Newly released research shows that most Americans and majorities of mainline Protestants and Catholics think abortion should be legal in all or most cases, as the country remains deeply divided on
Our world is changing, and not for the better. People are becoming more callous, selfish, violent, and angry. Attitudes and behaviors deemed unthinkable even a decade ago are now considered acceptable.
A strange scenario unfolded in Sacramento, California, on Monday when two good Samaritans jumped into action to protect a vulnerable baby in a stroller from an alleged attempted kidnapping.
The U.S. Supreme Court Friday denied an emergency request to block Maine’s COVID-19 vaccine mandate for healthcare workers, which does not provide a religious exemption.
President Joe Biden reportedly received the Eucharist during a vigil Mass Oct. 30 in Rome, a day after saying that Pope Francis had told to "keep receiving Communion."

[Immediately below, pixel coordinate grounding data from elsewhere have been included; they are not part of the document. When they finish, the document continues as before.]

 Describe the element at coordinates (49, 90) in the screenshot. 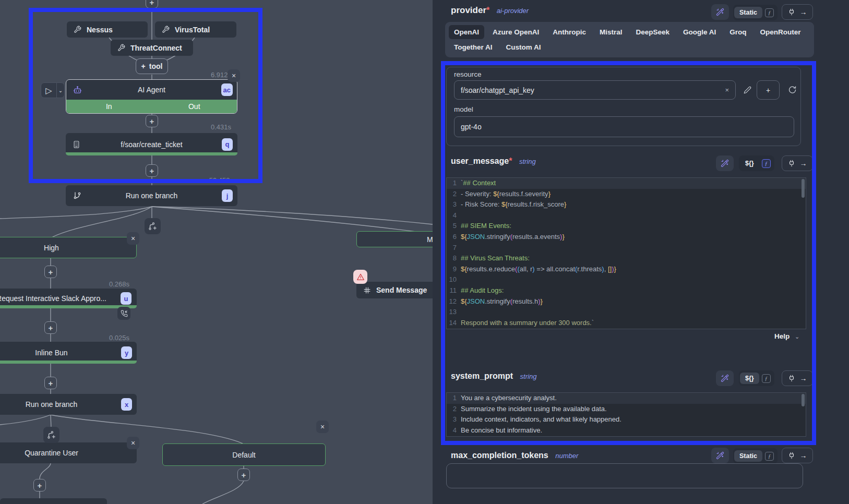

I see `play-button: ▷` at that location. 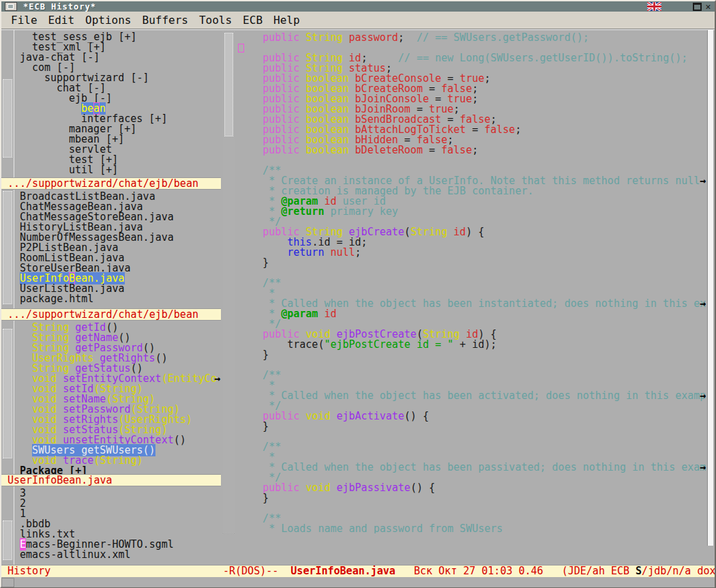 I want to click on tree-item: util [+], so click(x=117, y=171).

The daughter of famed clinical psychologist Jordan Peterson recently revealed her experience coming to God, describing her conversion to faith as “very sudden.”
In a new pastoral letter, San Francisco Archbishop Salvatore J. Cordileone identifies a common thread linking abortion, homelessness, and the urgent need for Eucharistic revival among Catholics: a challenge to look beyond outward appearances and see “the deeper spiritual reality.”
As political issues, homelessness and abortion are treated as separate things. But with the Catholic sacramental sense we can see that whether we are speaking of the unhoused or the unborn, the underlying issue is the same: Can we see beyond the merely material to the deeper spiritual reality?
The U.S. Justice Department has said it will settle the lawsuits arising out of the June 2015 mass shooting at Mother Emanuel AME Church in Charleston, South Carolina, which left nine churchgoers dead, by paying $88 million to the families of those killed as well as to the survivors.